Feb 24, 2019, 06:36 AM
|
 |
|
|
Member Since: Dec 2018
Location: New Jersey
Posts: 6,008
|
|
Quote:
Originally Posted by saidso
It was odd to realise that despite engagement in all of the women's liberation movements my relations to men have STILL been conditioned by whether I am cute enough and whether I can perform domestic services.
|
For years and years I was like this, still am a little. I tend to handle the "homemaker" duties but part of that is because I do not work so it makes sense that I would. One thing that helped me with my identity was college. I got married when I was 20 and a sophomore in college. I had my son and went back to school the following fall when I was 21.5. I worked and finished my degree in Literature. I have no idea how I did it because I hardly slept but I was young. Being educated with a degree helped me not feel so dependent on my husband-even though I am. It made me feel like I had the ability to do something if I had to. I have three kids and stopped working when I turned 26 # for the bipolar and adhd and 2# because I couldn't afford daycare for three kids. I am glad I was there for them and I did qualify for disability. I am faced with a predicament now though. My youngest is 15 and the older two are doing their own thing and I am revaluating what my purpose is. She will graduate in 2 years and probably go to school and then what? I havent much of an identify beyond mom and wife. But I am 43, not to old to do something meaningful. I did take an intro to teaching course this fall but I had to drop it because my 22 year old son had a stroke. Now I need to decide if I can do it all over again.
Quote:
I realise that my somewhat questioning, wild-minded personality has partly been conditioned STILL by the fact that I wasn't born as beautiful as my father expected me to be, and growing up I wasn't as beautiful as my best friend, and my mother wasn't as beautiful as my best friend's mum.
|
I hope you realize that cute and beautiful is subjective and you are probably gorgeous but can't see it. How old are you?
Quote:
I thought that I'd rejected those roles - because I couldn't be best at them - and made my way in the world otherwise. But retiring from work has made me realise that socially... I still play out the role of dressing up and cooking for men and I long to be seen instead as "ME".
|
Are you of retirement age or did you just stop working? What did you do?
Quote:
I don't at all disrespect women who stay at home and bring up children. I am simply reflecting that odd circumstances - like the male gender's general expectations about looks and cooking - might determine the whole course of our lives STILL.
Is this a gross generalisation? I'm dying to hear about exceptions. Is it possible to be valued by the male population as "ME" rather than as some …. standard or non-standard female icon?
|
Until I got sober I didn't completely know myself. I was hiding it and destroying it with alcohol. Getting sober helped me to see my own value better. I still have days where I feel like "just" a housewife but those days are few now. I am at a point where I need to pick a path. Stay home and improve my housewife skills and continue volunteering or try for a career. That's the other thing I wanted to mention-volunteering. Its so rewarding. And nothing helps build your sense of self better than finding a need and filling it expecting only personal growth in return. Because of AA I do a lot of work with the women's prisons and those girls are really grateful because someone is actually giving 2 sh*ts about them.
__________________
"I carried a watermelon?"
President of the no F's given society.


> What the task requires
Copy each entry below exactly as it appears.

> Information supplied
※
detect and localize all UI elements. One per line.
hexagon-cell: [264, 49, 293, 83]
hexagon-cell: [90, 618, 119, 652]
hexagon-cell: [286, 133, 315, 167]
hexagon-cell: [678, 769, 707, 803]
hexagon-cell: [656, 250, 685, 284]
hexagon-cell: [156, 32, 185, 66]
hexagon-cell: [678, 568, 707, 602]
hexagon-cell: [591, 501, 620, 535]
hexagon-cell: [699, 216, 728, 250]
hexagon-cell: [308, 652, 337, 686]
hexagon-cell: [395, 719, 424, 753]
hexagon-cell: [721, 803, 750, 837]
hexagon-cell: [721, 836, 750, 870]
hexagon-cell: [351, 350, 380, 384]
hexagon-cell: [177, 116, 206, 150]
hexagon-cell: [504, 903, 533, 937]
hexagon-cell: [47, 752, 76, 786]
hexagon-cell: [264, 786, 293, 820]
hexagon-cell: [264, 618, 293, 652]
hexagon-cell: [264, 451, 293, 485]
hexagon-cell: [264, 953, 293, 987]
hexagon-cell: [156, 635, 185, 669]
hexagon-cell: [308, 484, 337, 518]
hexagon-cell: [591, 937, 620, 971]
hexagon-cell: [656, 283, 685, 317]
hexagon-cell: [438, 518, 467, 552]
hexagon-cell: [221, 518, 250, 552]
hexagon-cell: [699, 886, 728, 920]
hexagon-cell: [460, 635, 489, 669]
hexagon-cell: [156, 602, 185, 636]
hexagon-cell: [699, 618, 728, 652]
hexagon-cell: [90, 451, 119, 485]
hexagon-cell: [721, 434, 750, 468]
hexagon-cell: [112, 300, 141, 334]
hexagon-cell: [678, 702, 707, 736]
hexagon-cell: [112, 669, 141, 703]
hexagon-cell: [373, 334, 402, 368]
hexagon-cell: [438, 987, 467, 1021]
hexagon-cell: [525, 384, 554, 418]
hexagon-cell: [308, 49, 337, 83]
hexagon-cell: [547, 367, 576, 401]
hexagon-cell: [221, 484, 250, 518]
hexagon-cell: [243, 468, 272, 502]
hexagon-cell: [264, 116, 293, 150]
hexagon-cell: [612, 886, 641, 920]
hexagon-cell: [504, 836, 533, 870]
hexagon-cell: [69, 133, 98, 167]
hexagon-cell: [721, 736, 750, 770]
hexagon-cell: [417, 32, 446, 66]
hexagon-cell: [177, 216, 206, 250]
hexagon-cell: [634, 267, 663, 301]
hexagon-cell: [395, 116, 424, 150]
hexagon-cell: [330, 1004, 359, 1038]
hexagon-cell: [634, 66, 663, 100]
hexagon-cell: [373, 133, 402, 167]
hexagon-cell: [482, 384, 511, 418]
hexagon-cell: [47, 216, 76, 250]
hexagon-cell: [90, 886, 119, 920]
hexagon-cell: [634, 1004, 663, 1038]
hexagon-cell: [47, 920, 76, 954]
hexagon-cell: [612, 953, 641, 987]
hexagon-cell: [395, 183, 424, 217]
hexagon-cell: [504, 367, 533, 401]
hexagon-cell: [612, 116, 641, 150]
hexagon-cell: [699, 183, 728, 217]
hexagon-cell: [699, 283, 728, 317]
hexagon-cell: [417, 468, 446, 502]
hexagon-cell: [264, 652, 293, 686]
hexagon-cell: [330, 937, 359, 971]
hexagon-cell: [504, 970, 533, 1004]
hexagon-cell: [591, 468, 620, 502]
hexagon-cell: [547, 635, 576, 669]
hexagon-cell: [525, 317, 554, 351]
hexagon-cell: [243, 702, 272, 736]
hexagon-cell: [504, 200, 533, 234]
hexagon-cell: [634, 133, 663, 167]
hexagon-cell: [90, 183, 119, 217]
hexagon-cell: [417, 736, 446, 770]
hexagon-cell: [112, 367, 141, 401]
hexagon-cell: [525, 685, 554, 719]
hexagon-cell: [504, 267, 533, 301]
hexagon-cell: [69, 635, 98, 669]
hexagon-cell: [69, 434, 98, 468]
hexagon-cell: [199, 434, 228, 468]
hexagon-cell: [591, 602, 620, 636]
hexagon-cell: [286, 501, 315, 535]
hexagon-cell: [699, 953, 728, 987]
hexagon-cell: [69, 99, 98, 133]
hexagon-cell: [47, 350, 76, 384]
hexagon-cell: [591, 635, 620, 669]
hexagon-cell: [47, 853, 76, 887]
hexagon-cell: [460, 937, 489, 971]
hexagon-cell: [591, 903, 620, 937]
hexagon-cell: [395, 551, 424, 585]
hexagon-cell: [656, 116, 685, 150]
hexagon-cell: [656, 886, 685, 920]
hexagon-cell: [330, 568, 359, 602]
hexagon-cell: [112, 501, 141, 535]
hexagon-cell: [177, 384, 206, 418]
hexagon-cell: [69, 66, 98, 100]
※
> Problem solution
detect and localize all UI elements. One per line.
hexagon-cell: [264, 49, 293, 83]
hexagon-cell: [90, 618, 119, 652]
hexagon-cell: [286, 133, 315, 167]
hexagon-cell: [678, 769, 707, 803]
hexagon-cell: [656, 250, 685, 284]
hexagon-cell: [156, 32, 185, 66]
hexagon-cell: [678, 568, 707, 602]
hexagon-cell: [591, 501, 620, 535]
hexagon-cell: [699, 216, 728, 250]
hexagon-cell: [308, 652, 337, 686]
hexagon-cell: [395, 719, 424, 753]
hexagon-cell: [721, 803, 750, 837]
hexagon-cell: [721, 836, 750, 870]
hexagon-cell: [351, 350, 380, 384]
hexagon-cell: [177, 116, 206, 150]
hexagon-cell: [504, 903, 533, 937]
hexagon-cell: [47, 752, 76, 786]
hexagon-cell: [264, 786, 293, 820]
hexagon-cell: [264, 618, 293, 652]
hexagon-cell: [264, 451, 293, 485]
hexagon-cell: [264, 953, 293, 987]
hexagon-cell: [156, 635, 185, 669]
hexagon-cell: [308, 484, 337, 518]
hexagon-cell: [591, 937, 620, 971]
hexagon-cell: [656, 283, 685, 317]
hexagon-cell: [438, 518, 467, 552]
hexagon-cell: [221, 518, 250, 552]
hexagon-cell: [699, 886, 728, 920]
hexagon-cell: [460, 635, 489, 669]
hexagon-cell: [156, 602, 185, 636]
hexagon-cell: [699, 618, 728, 652]
hexagon-cell: [90, 451, 119, 485]
hexagon-cell: [721, 434, 750, 468]
hexagon-cell: [112, 300, 141, 334]
hexagon-cell: [678, 702, 707, 736]
hexagon-cell: [112, 669, 141, 703]
hexagon-cell: [373, 334, 402, 368]
hexagon-cell: [438, 987, 467, 1021]
hexagon-cell: [525, 384, 554, 418]
hexagon-cell: [308, 49, 337, 83]
hexagon-cell: [547, 367, 576, 401]
hexagon-cell: [221, 484, 250, 518]
hexagon-cell: [243, 468, 272, 502]
hexagon-cell: [264, 116, 293, 150]
hexagon-cell: [612, 886, 641, 920]
hexagon-cell: [504, 836, 533, 870]
hexagon-cell: [69, 133, 98, 167]
hexagon-cell: [721, 736, 750, 770]
hexagon-cell: [417, 32, 446, 66]
hexagon-cell: [177, 216, 206, 250]
hexagon-cell: [634, 267, 663, 301]
hexagon-cell: [395, 116, 424, 150]
hexagon-cell: [330, 1004, 359, 1038]
hexagon-cell: [634, 66, 663, 100]
hexagon-cell: [373, 133, 402, 167]
hexagon-cell: [482, 384, 511, 418]
hexagon-cell: [47, 216, 76, 250]
hexagon-cell: [90, 886, 119, 920]
hexagon-cell: [634, 1004, 663, 1038]
hexagon-cell: [47, 920, 76, 954]
hexagon-cell: [612, 953, 641, 987]
hexagon-cell: [395, 183, 424, 217]
hexagon-cell: [504, 367, 533, 401]
hexagon-cell: [612, 116, 641, 150]
hexagon-cell: [699, 183, 728, 217]
hexagon-cell: [699, 283, 728, 317]
hexagon-cell: [417, 468, 446, 502]
hexagon-cell: [264, 652, 293, 686]
hexagon-cell: [330, 937, 359, 971]
hexagon-cell: [504, 970, 533, 1004]
hexagon-cell: [591, 468, 620, 502]
hexagon-cell: [547, 635, 576, 669]
hexagon-cell: [525, 317, 554, 351]
hexagon-cell: [243, 702, 272, 736]
hexagon-cell: [504, 200, 533, 234]
hexagon-cell: [634, 133, 663, 167]
hexagon-cell: [90, 183, 119, 217]
hexagon-cell: [417, 736, 446, 770]
hexagon-cell: [112, 367, 141, 401]
hexagon-cell: [525, 685, 554, 719]
hexagon-cell: [504, 267, 533, 301]
hexagon-cell: [69, 635, 98, 669]
hexagon-cell: [69, 434, 98, 468]
hexagon-cell: [199, 434, 228, 468]
hexagon-cell: [591, 602, 620, 636]
hexagon-cell: [286, 501, 315, 535]
hexagon-cell: [699, 953, 728, 987]
hexagon-cell: [69, 99, 98, 133]
hexagon-cell: [47, 350, 76, 384]
hexagon-cell: [591, 635, 620, 669]
hexagon-cell: [47, 853, 76, 887]
hexagon-cell: [460, 937, 489, 971]
hexagon-cell: [591, 903, 620, 937]
hexagon-cell: [395, 551, 424, 585]
hexagon-cell: [656, 116, 685, 150]
hexagon-cell: [656, 886, 685, 920]
hexagon-cell: [330, 568, 359, 602]
hexagon-cell: [112, 501, 141, 535]
hexagon-cell: [177, 384, 206, 418]
hexagon-cell: [69, 66, 98, 100]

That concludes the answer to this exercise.